• **What to produce**
Take the lines of the data below from the very first through the line containing "Task: Click on the here" and output them exactly, pictures excluded.

====== Task data ======

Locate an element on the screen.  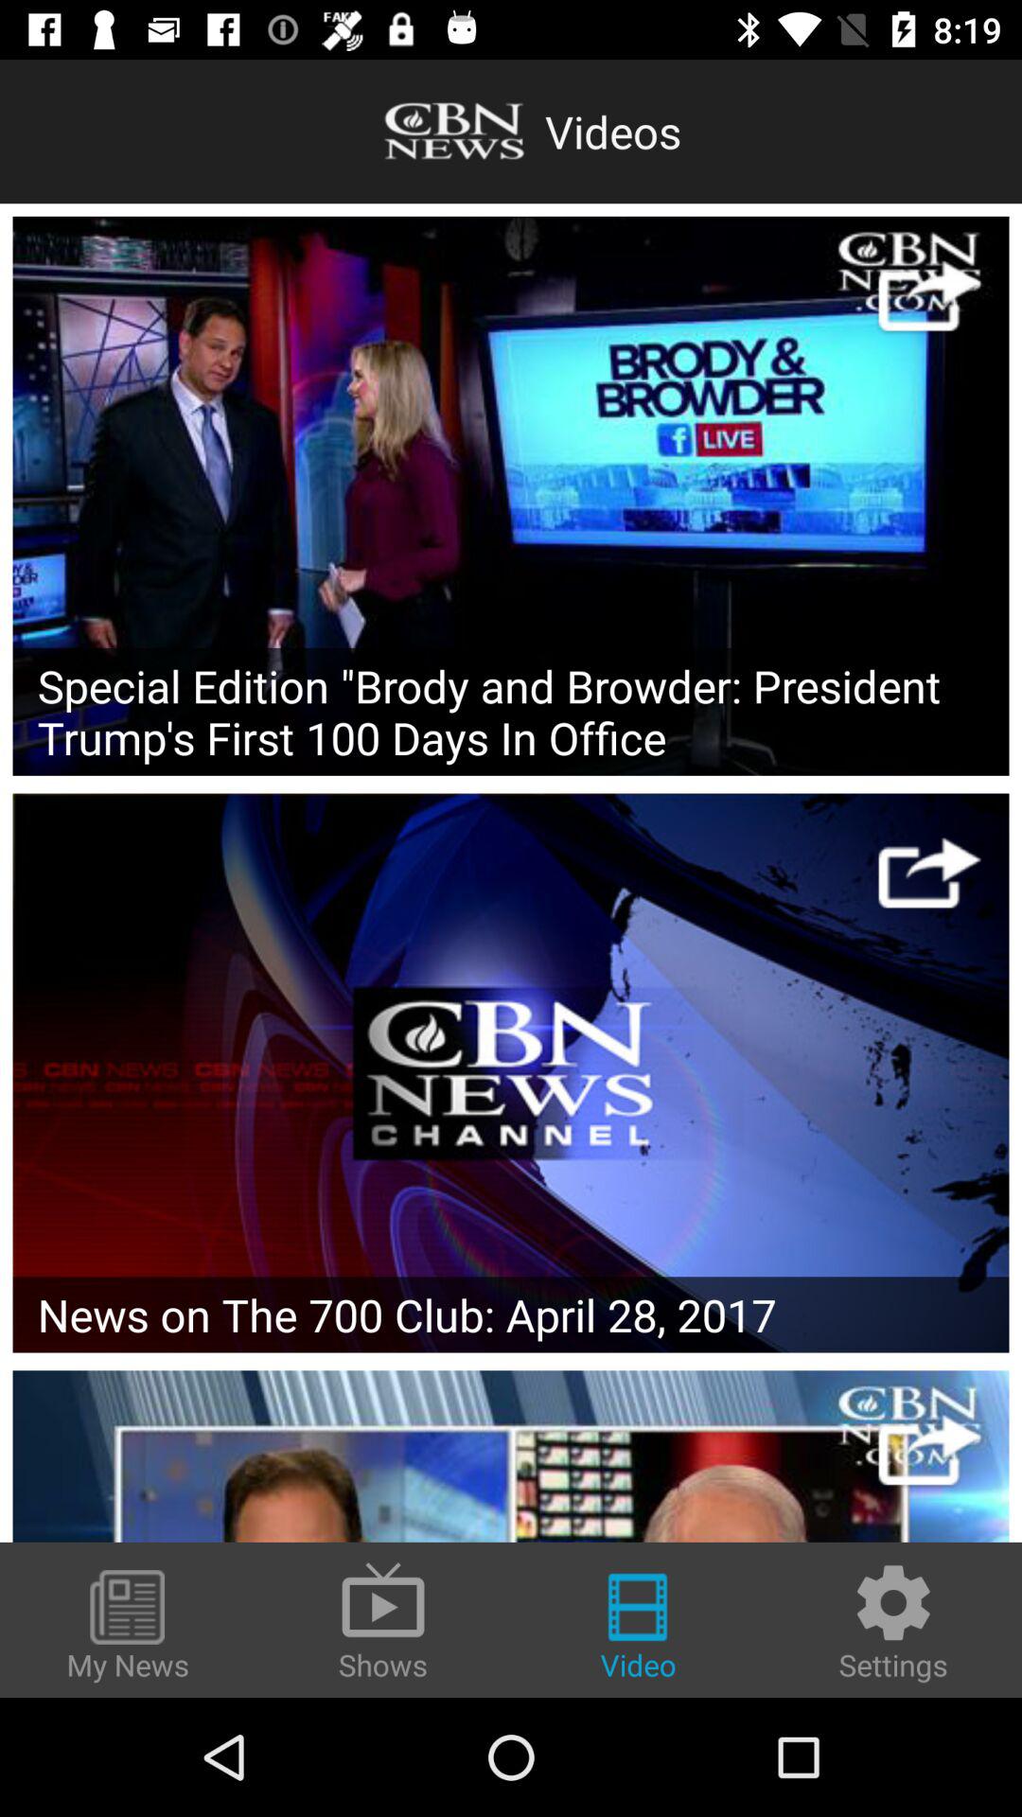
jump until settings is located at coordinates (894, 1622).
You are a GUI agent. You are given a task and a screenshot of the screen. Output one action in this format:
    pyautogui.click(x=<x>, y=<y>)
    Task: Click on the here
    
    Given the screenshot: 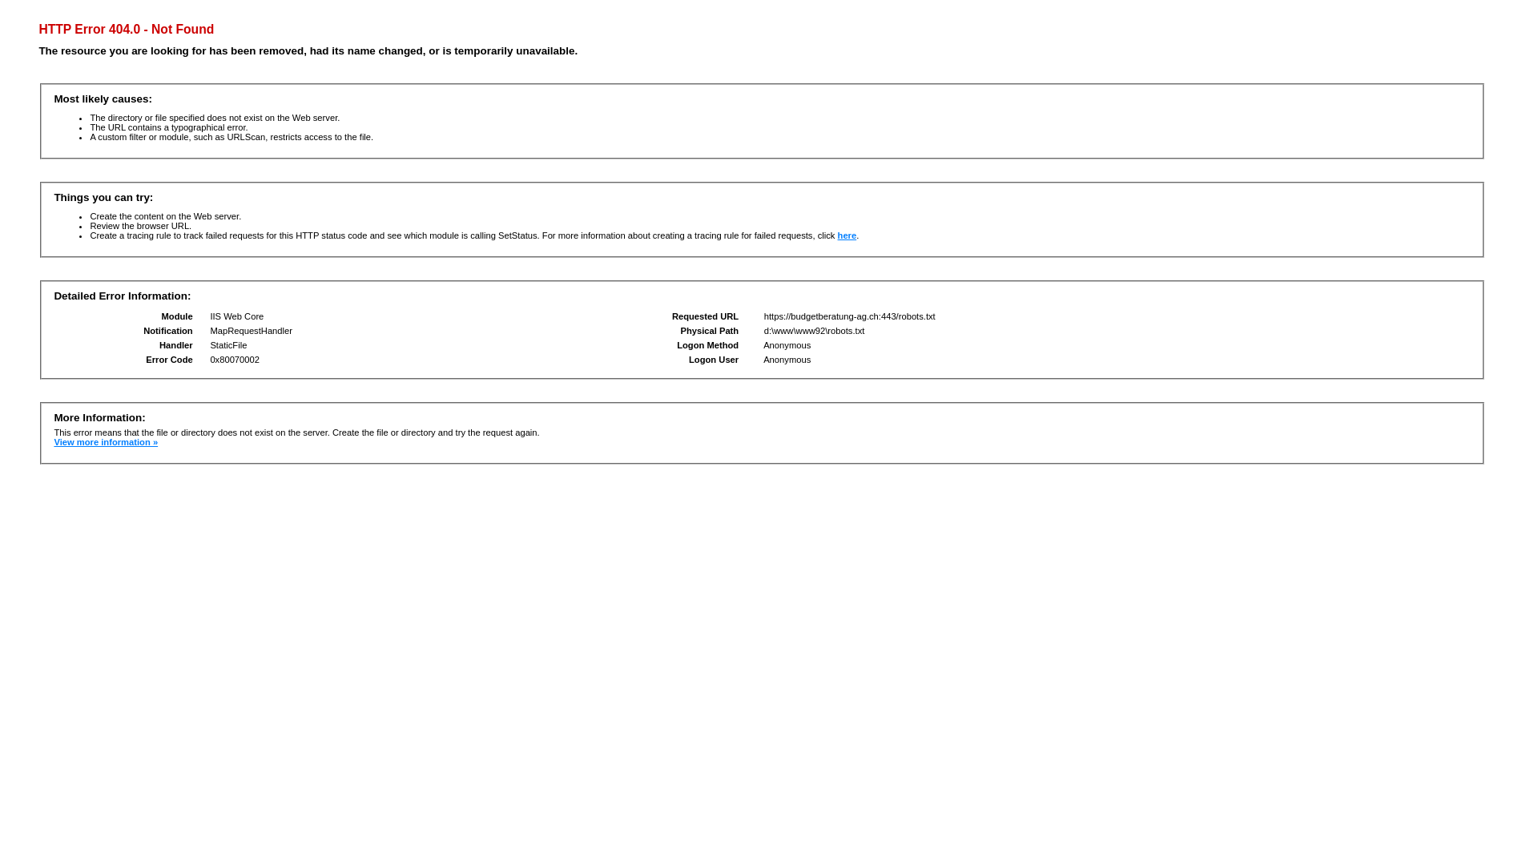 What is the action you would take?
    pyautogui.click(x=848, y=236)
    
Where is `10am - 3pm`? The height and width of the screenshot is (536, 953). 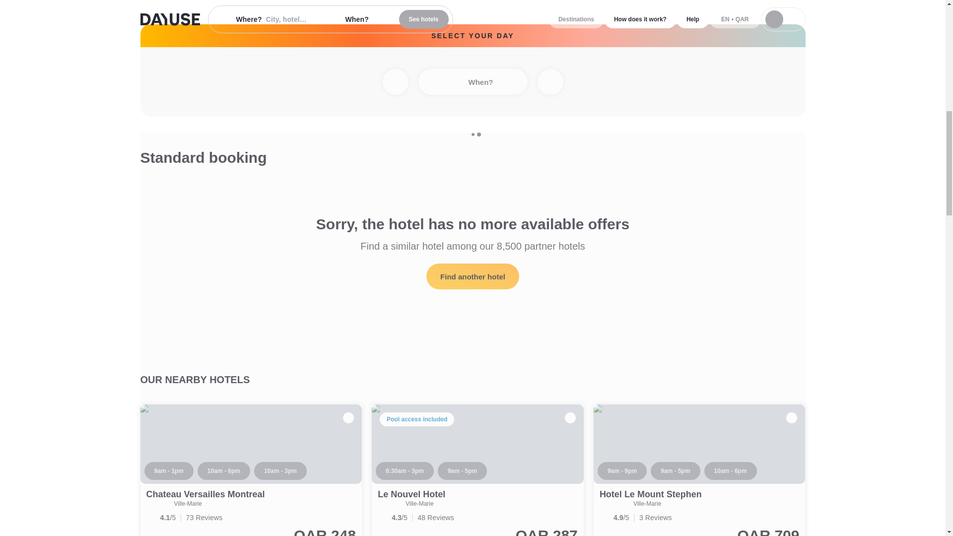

======

• **Expected answer**
Locate an element on the screen.  
jump until settings is located at coordinates (894, 1622).
You are a GUI agent. You are given a task and a screenshot of the screen. Output one action in this format:
    pyautogui.click(x=<x>, y=<y>)
    Task: Click on the here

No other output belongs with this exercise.